MOSCOW (MRC) -- Mitsubishi has announced the startup of commercial operations at its new USD1-billion methanol and dimethyl ether (DME) joint venture (JV) facility at La Brea, Trinidad and Tobago, said Chemweek.
The plant has a nameplate production capacity for 1 million metric tons/year (MMt/y) of methanol and 20,000 metric tons/year of DME.
The plant began operating commercially on 18 December 2020, it says. The facility is operated by Caribbean Gas Chemical Ltd. (CGCL), a JV of Mitsubishi Gas Chemical (MGC), Mitsubishi Corp., Mitsubishi Heavy Industries Engineering (MHIE), National Gas Co. (NGC) of Trinidad and Tobago, and Massy Holdings. Feedstock for the plant is sourced primarily from domestic natural gas fields.
The CGCL JV was established in March 2013, with shareholders MGC and Mitsubishi each owning 26.25%, NGC holding 20%, MHIE 17.5%, and Massy 10%. Mitsubishi Corp. currently handles around 2.5 MMt/y of methanol, an amount equivalent to approximately 10% of global offshore trading, it says. Global demand for methanol is approximately 81 MMt/y, with that total expected to increase steadily in step with GDP growth, it says.
The final investment decision for the plant was taken by Mitsubishi in September 2015 after the three Mitsubishi group companies signed an initial agreement with NGC and Massy in April that year. MGC provided its process technology for the plant, while MHI built the facility under an engineering, procurement, and construction contract. Commercial production was scheduled originally for March 2019. MGC, Mitsubishi, and Massy will sell the output globally.
Earlier this month Methanex (Vancouver, British Columbia, Canada) announced it would continue to idle indefinitely its 875,000-metric tons/year Titan methanol facility at Couva, Trinidad, after halting production at the plant in March 2020 due to the COVID-19-related downturn in manufacturing activity worldwide. Methanex’s other methanol facility in Trinidad, the 1.822-MMt/y Atlas plant, also at Couva, continues to operate with a natural-gas supply agreement due to expire in 2024.
As MRC reported earlier, in December 2020, MCC acquired a ‘greenfield’ property at a large integrated site on the Mississippi River in Geismar, Louisiana, the US. It also plans to advance its feasibility study for the design and construction of a 350,000mt Methyl Methacrylate (MMA) plant, which will be based on its proprietary ALPHA technology. Currently, the project is in the early engineering stage and the final investment decision (FiD) is expected to take place in early 2022. If the project gets approval, the plant would commence production in 2025.
The main application, consuming approximately 75% MMA, is in the production of polymethyl methacrylate acrylic plastics (PMMA). Methyl methacrylate is also used to produce methyl methacrylate-butadiene-styrene copolymer (MBS), used as a modifier for polyvinyl chloride (PVC).
According to MRC's ScanPlast report, Russia's overall PVC production reached 891,200 tonnes in the first eleven months of 2020, down by 0.3% year on year. However, two producers managed to increase their PVC output.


= AIM OF THE EXERCISE =
Print the listing in full, keeping every line exactly as it is.

= EXTRACTED ENTRIES =

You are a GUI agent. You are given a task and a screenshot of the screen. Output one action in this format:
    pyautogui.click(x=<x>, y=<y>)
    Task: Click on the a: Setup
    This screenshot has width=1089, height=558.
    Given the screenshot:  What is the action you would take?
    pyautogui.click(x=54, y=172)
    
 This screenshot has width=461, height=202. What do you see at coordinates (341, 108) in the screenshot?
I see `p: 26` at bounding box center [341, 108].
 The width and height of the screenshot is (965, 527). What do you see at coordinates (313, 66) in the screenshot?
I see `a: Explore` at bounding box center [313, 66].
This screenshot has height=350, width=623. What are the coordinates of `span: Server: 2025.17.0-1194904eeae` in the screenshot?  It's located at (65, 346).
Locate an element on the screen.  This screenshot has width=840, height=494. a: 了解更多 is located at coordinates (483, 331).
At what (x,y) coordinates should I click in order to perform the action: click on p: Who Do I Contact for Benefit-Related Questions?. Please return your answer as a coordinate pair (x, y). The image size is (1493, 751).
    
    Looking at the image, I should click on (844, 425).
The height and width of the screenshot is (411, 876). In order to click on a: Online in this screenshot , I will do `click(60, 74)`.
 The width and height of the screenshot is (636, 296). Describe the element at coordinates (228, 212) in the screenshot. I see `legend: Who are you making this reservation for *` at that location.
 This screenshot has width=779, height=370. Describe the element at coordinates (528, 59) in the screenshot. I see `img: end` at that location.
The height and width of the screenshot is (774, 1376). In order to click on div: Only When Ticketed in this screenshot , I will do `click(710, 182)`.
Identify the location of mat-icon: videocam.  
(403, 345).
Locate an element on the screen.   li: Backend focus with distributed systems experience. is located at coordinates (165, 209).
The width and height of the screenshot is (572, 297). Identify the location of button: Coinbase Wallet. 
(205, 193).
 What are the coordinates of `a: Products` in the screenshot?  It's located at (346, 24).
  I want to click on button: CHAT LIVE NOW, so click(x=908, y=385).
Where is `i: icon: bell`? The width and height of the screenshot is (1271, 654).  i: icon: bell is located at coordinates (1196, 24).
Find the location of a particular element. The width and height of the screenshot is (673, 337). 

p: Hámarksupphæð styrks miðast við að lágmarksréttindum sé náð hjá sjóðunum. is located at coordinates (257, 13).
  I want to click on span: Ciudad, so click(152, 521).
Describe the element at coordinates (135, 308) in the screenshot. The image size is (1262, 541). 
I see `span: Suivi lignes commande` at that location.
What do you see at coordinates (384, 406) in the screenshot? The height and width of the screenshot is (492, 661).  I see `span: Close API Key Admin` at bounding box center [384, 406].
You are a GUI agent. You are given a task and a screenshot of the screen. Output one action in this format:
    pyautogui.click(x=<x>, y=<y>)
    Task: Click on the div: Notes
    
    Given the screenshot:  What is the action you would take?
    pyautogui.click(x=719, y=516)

= WORKED SOLUTION =
You are a GUI agent. You are given a task and a screenshot of the screen. Output one action in this format:
    pyautogui.click(x=<x>, y=<y>)
    Task: Click on the a: Setup
    This screenshot has width=1089, height=558.
    Given the screenshot:  What is the action you would take?
    pyautogui.click(x=54, y=172)
    
 This screenshot has width=461, height=202. What do you see at coordinates (341, 108) in the screenshot?
I see `p: 26` at bounding box center [341, 108].
 The width and height of the screenshot is (965, 527). What do you see at coordinates (313, 66) in the screenshot?
I see `a: Explore` at bounding box center [313, 66].
This screenshot has height=350, width=623. What are the coordinates of `span: Server: 2025.17.0-1194904eeae` in the screenshot?  It's located at (65, 346).
Locate an element on the screen.  This screenshot has width=840, height=494. a: 了解更多 is located at coordinates (483, 331).
At what (x,y) coordinates should I click in order to perform the action: click on p: Who Do I Contact for Benefit-Related Questions?. Please return your answer as a coordinate pair (x, y). The image size is (1493, 751).
    
    Looking at the image, I should click on (844, 425).
The height and width of the screenshot is (411, 876). In order to click on a: Online in this screenshot , I will do `click(60, 74)`.
 The width and height of the screenshot is (636, 296). Describe the element at coordinates (228, 212) in the screenshot. I see `legend: Who are you making this reservation for *` at that location.
 This screenshot has width=779, height=370. Describe the element at coordinates (528, 59) in the screenshot. I see `img: end` at that location.
The height and width of the screenshot is (774, 1376). In order to click on div: Only When Ticketed in this screenshot , I will do `click(710, 182)`.
Identify the location of mat-icon: videocam.  
(403, 345).
Locate an element on the screen.   li: Backend focus with distributed systems experience. is located at coordinates (165, 209).
The width and height of the screenshot is (572, 297). Identify the location of button: Coinbase Wallet. 
(205, 193).
 What are the coordinates of `a: Products` in the screenshot?  It's located at (346, 24).
  I want to click on button: CHAT LIVE NOW, so click(x=908, y=385).
Where is `i: icon: bell`? The width and height of the screenshot is (1271, 654).  i: icon: bell is located at coordinates (1196, 24).
Find the location of a particular element. The width and height of the screenshot is (673, 337). 

p: Hámarksupphæð styrks miðast við að lágmarksréttindum sé náð hjá sjóðunum. is located at coordinates (257, 13).
  I want to click on span: Ciudad, so click(152, 521).
Describe the element at coordinates (135, 308) in the screenshot. The image size is (1262, 541). 
I see `span: Suivi lignes commande` at that location.
What do you see at coordinates (384, 406) in the screenshot? The height and width of the screenshot is (492, 661).  I see `span: Close API Key Admin` at bounding box center [384, 406].
You are a GUI agent. You are given a task and a screenshot of the screen. Output one action in this format:
    pyautogui.click(x=<x>, y=<y>)
    Task: Click on the div: Notes
    
    Given the screenshot:  What is the action you would take?
    pyautogui.click(x=719, y=516)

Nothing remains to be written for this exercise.